Storran sat down and pulled out his case. As he held a match for her to light up from, his hand brushed hers and he drew it away sharply. It was trembling absurdly.
He sat silent for a moment or two; then he said with an odd abruptness:
"I suppose you find it frightfully dull down here?"
Magda laughed a little.
"Is that because I told you to come and amuse me? . . . No, I don't find it dull. Change is never really dull."
"Well, you must find it change enough here from the sort of life you've been accustomed to lead."
"How do you know what sort of life I lead?"--teasingly.
"I can guess. One has only to look at you. You're different--different from everyone about here. The way you move--you're like a thoroughbred amongst cart-horses." He spoke with a kind of sullen bitterness.
Magda drew her feet up on to the rock and clasped her hands round her knees.
"Now you're talking nonsense, you know," she said amusedly. "Frankly, I like it down here immensely. I happened to be--rather worried when I came away from London, and there's something very soothing and comforting about the country--particularly your lovely Devon country."
"Worried?" Storran's face darkened. "Who'd been worrying you?"
"Oh"--vaguely. "All sorts of things. Men--and women. But don't let's talk about worries to-day. This glorious suns.h.i.+ne makes me feel as though there weren't any such things in the world."
She leaned back, stretching her arms luxuriously above her head with the lithe, sensuous grace of movement which her training had made second nature. Storran's eyes dwelt on her with a queer tensity of expression.
Every gesture, every tone of her curiously attractive voice, held for him a disturbing allure which he could not a.n.a.lyse and against which he was fighting blindly.
He had never doubted his love for his wife. Quite honestly he had believed her the one woman in the world when he married her.
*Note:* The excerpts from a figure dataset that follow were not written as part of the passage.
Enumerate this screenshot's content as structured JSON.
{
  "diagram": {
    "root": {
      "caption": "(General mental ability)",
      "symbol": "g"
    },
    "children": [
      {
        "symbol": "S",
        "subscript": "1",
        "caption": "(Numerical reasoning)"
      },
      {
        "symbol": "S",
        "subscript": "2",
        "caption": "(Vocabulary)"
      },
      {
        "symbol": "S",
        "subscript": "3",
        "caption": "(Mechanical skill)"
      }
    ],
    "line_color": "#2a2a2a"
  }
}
Yet now he was beginning to find every hour a blank that did not bring him sight or sound of this other woman--this woman with her slender limbs and skin like a stephanotis petal, and her long Eastern eyes with the subtle lure which seemed to lie in their depths. Beside her June's young peach-bloom prettiness faded into something colourless and insignificant.
"It must be nice to be you"--Magda nodded at him. "With no vague, indefinable sort of things to worry you."